After two decades working with foreign investors, I’ve seen both success stories and costly failures. But one lesson stands out: investor confidence depends not only on business potential or profitability, but also on the clarity, transparency, and reliability of legal implementation.

I recall a striking case in 2020, when a foreign corporation acquired 100% equity in a major southern real estate company. The deal was smooth, transparent, and quickly updated in the Enterprise Registration Certificate (ERC). But the celebration didn’t last.
To be recognized as the new investor in the Investment Registration Certificate (IRC), the group had to resubmit documents multiple times over two years, enduring at least four rounds of correspondence between the industrial zone authority and the Ministry of Planning and Investment. Meanwhile, the company was told to fulfill tax obligations as if it were a real estate transaction, even though the deal was merely a transfer of shares. There was no official rejection, no guidance, just prolonged silence and the endless passing of paperwork.
Only after the embassy and trade associations intervened was the tax procedure resolved - three years later - and some land use rights certificates finally updated. Even now, five years on, multiple plots remain suspended due to planning issues and administrative restructuring. A project worth hundreds of millions of dollars has been frozen in red tape, forcing investors to reconsider and weakening their trust.
Paradox: idle capital, missed opportunities
The essence of investment is profit, and to generate profit, capital must turn over quickly. Vietnam expects foreign direct investment (FDI) to spur growth, create jobs, transfer technology, and boost competitiveness. But in this case, both sides suffered: capital was immobilized, land lay idle, workers had no jobs, and the state lost out on growth and revenue.
Imagine being an investor, ready to fund factories, generate employment, and pay taxes - only to face endless rounds of redundant paperwork. By the time procedures are completed, the market has changed, and the opportunity is gone. Many grow tired and give up.
To launch a project, investors must navigate a maze of procedures - from the IRC and ERC to construction, environmental, and fire safety permits. Over half of the IRC and ERC contain identical information: investor names, capital, industry, location. Many resort to unofficial payments to speed up the process. But others - especially smaller FDI firms - simply pull out.
Vietnam aims for double-digit growth and needs $239–271 billion in FDI from 2025–2030. Yet this bureaucratic entanglement poses a serious threat. FDI is not just supplemental capital - it is one of the three main financial pillars of national development.
Our surveys show 100% of FDI firms face hurdles when applying for or modifying their IRC. The process can take two to three months - some even six to seven. Much of the information overlaps with the ERC or the investment approval letter. Every time a project changes timeline, the IRC must be updated, adding another layer of red tape.
What should be a management tool has become a bottleneck, choking the flow of capital.
Meanwhile, Vietnam’s neighbors perform far better. In the Philippines, IRCs take just two to three weeks. In Malaysia, the process is faster: three to five days, fully online. Indonesia is even more efficient, with its OSS online licensing system issuing permits in just 30 minutes to a few hours.
Imagine a savvy investor landing in Jakarta and completing all filings before even leaving the airport.
According to the national business registration system, Ho Chi Minh City alone has over 17,000 enterprise registration or modification applications currently pending. Many firms can’t reach their assigned officers or are told to “wait for reassignment after the merger.” Some offices still lack staff to accept applications.
Decree 19/2025/ND-CP piloted a reduction in IRC processing time to 15 days for strategic projects - a 75% improvement. But so far, this only applies to “VIP” high-tech or R&D ventures, which have been rare in 2025. Thousands of regular businesses are still stuck in the same procedural labyrinth.
It’s time for radical reform
Vietnam absolutely has the potential to thrive - but only if we dismantle the barriers to policy implementation. We should eliminate the IRC requirement for standard industries; remove duplicate content between the IRC and ERC; scrap outdated conditions like project timeline approvals or debt-to-equity ratios; retain strict oversight only for sensitive sectors like defense or strategic minerals; and most importantly, allow businesses to file everything online using digital signatures.
Time and opportunity are money, growth, tax revenue, and jobs. A competitive economy is not just about market size or labor costs - it’s about enabling capital to move freely, transparently, and profitably. This is the message Vietnam must send to the world: that we are truly reforming, and truly open for business - not just in words, but in action.
Investment, land, and tax reform is no longer the task of individual ministries - it must become an inter-agency, interconnected mission. Only then can Vietnam attract and retain high-quality capital, the crucial fuel for our next leap forward.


| Your task |
When you return the data, keep every word exact and include none of the images.
++++ Materials provided ++++
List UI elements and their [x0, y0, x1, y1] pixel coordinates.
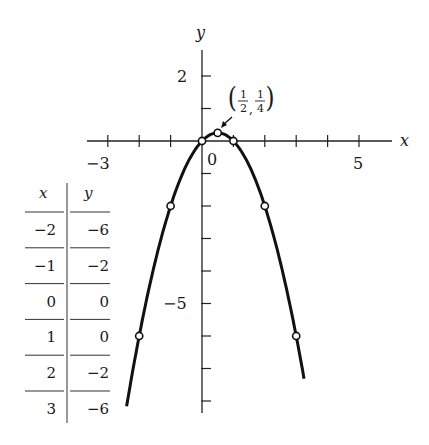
table-cell-y: −6: [87, 400, 109, 418]
table-cell-x: 2: [46, 364, 56, 382]
tick-marks: [108, 76, 359, 401]
table-cell-x: −1: [34, 257, 56, 275]
table-cell-x: 1: [46, 328, 56, 346]
table-cell-y: −2: [87, 364, 109, 382]
svg-text:): ): [266, 81, 275, 113]
svg-text:(: (: [228, 81, 237, 113]
vertex-annotation: ( 1 2 , 1 4 ): [228, 81, 275, 116]
data-point: [167, 202, 174, 209]
data-point: [136, 332, 143, 339]
table-cell-x: 0: [46, 293, 56, 311]
table-cell-y: −6: [87, 221, 109, 239]
parabola-curve: [127, 133, 304, 406]
tick-label-neg5: −5: [163, 294, 187, 313]
data-points: [136, 129, 300, 339]
svg-text:,: ,: [249, 102, 253, 116]
tick-label-5: 5: [353, 154, 363, 173]
data-point: [230, 137, 237, 144]
ann-den1: 2: [240, 102, 247, 115]
values-table: x y −2−6−1−200102−23−6: [25, 183, 110, 423]
table-header-x: x: [39, 184, 48, 202]
x-axis-label: x: [400, 131, 409, 150]
table-cell-y: 0: [99, 293, 109, 311]
tick-label-0: 0: [207, 150, 217, 169]
table-cell-x: −2: [34, 221, 56, 239]
tick-label-2: 2: [177, 67, 187, 86]
data-point: [198, 137, 205, 144]
ann-num1: 1: [240, 88, 247, 101]
table-cell-x: 3: [46, 400, 56, 418]
table-header-y: y: [83, 184, 93, 202]
parabola-plot: y x −3 0 5 2 −5 ( 1 2 , 1 4 ) x y −2−6−1…: [0, 0, 429, 445]
ann-num2: 1: [257, 88, 264, 101]
ann-den2: 4: [257, 102, 264, 115]
tick-label-neg3: −3: [86, 154, 110, 173]
data-point: [293, 332, 300, 339]
data-point: [214, 129, 221, 136]
table-cell-y: −2: [87, 257, 109, 275]
y-axis-label: y: [195, 23, 206, 42]
table-cell-y: 0: [99, 328, 109, 346]
data-point: [261, 202, 268, 209]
++++
| Exercise solution |
List UI elements and their [x0, y0, x1, y1] pixel coordinates.
table-cell-y: −6: [87, 400, 109, 418]
table-cell-x: 2: [46, 364, 56, 382]
tick-marks: [108, 76, 359, 401]
table-cell-x: −1: [34, 257, 56, 275]
table-cell-x: 1: [46, 328, 56, 346]
table-cell-y: −2: [87, 364, 109, 382]
svg-text:): ): [266, 81, 275, 113]
svg-text:(: (: [228, 81, 237, 113]
vertex-annotation: ( 1 2 , 1 4 ): [228, 81, 275, 116]
data-point: [167, 202, 174, 209]
data-point: [136, 332, 143, 339]
table-cell-x: 0: [46, 293, 56, 311]
table-cell-y: −6: [87, 221, 109, 239]
parabola-curve: [127, 133, 304, 406]
tick-label-neg5: −5: [163, 294, 187, 313]
data-points: [136, 129, 300, 339]
svg-text:,: ,: [249, 102, 253, 116]
tick-label-5: 5: [353, 154, 363, 173]
data-point: [230, 137, 237, 144]
ann-den1: 2: [240, 102, 247, 115]
values-table: x y −2−6−1−200102−23−6: [25, 183, 110, 423]
table-header-x: x: [39, 184, 48, 202]
x-axis-label: x: [400, 131, 409, 150]
table-cell-y: 0: [99, 293, 109, 311]
tick-label-0: 0: [207, 150, 217, 169]
table-cell-x: −2: [34, 221, 56, 239]
tick-label-2: 2: [177, 67, 187, 86]
data-point: [198, 137, 205, 144]
ann-num1: 1: [240, 88, 247, 101]
table-cell-x: 3: [46, 400, 56, 418]
table-header-y: y: [83, 184, 93, 202]
parabola-plot: y x −3 0 5 2 −5 ( 1 2 , 1 4 ) x y −2−6−1…: [0, 0, 429, 445]
ann-num2: 1: [257, 88, 264, 101]
ann-den2: 4: [257, 102, 264, 115]
tick-label-neg3: −3: [86, 154, 110, 173]
data-point: [293, 332, 300, 339]
data-point: [214, 129, 221, 136]
table-cell-y: −2: [87, 257, 109, 275]
y-axis-label: y: [195, 23, 206, 42]
table-cell-y: 0: [99, 328, 109, 346]
data-point: [261, 202, 268, 209]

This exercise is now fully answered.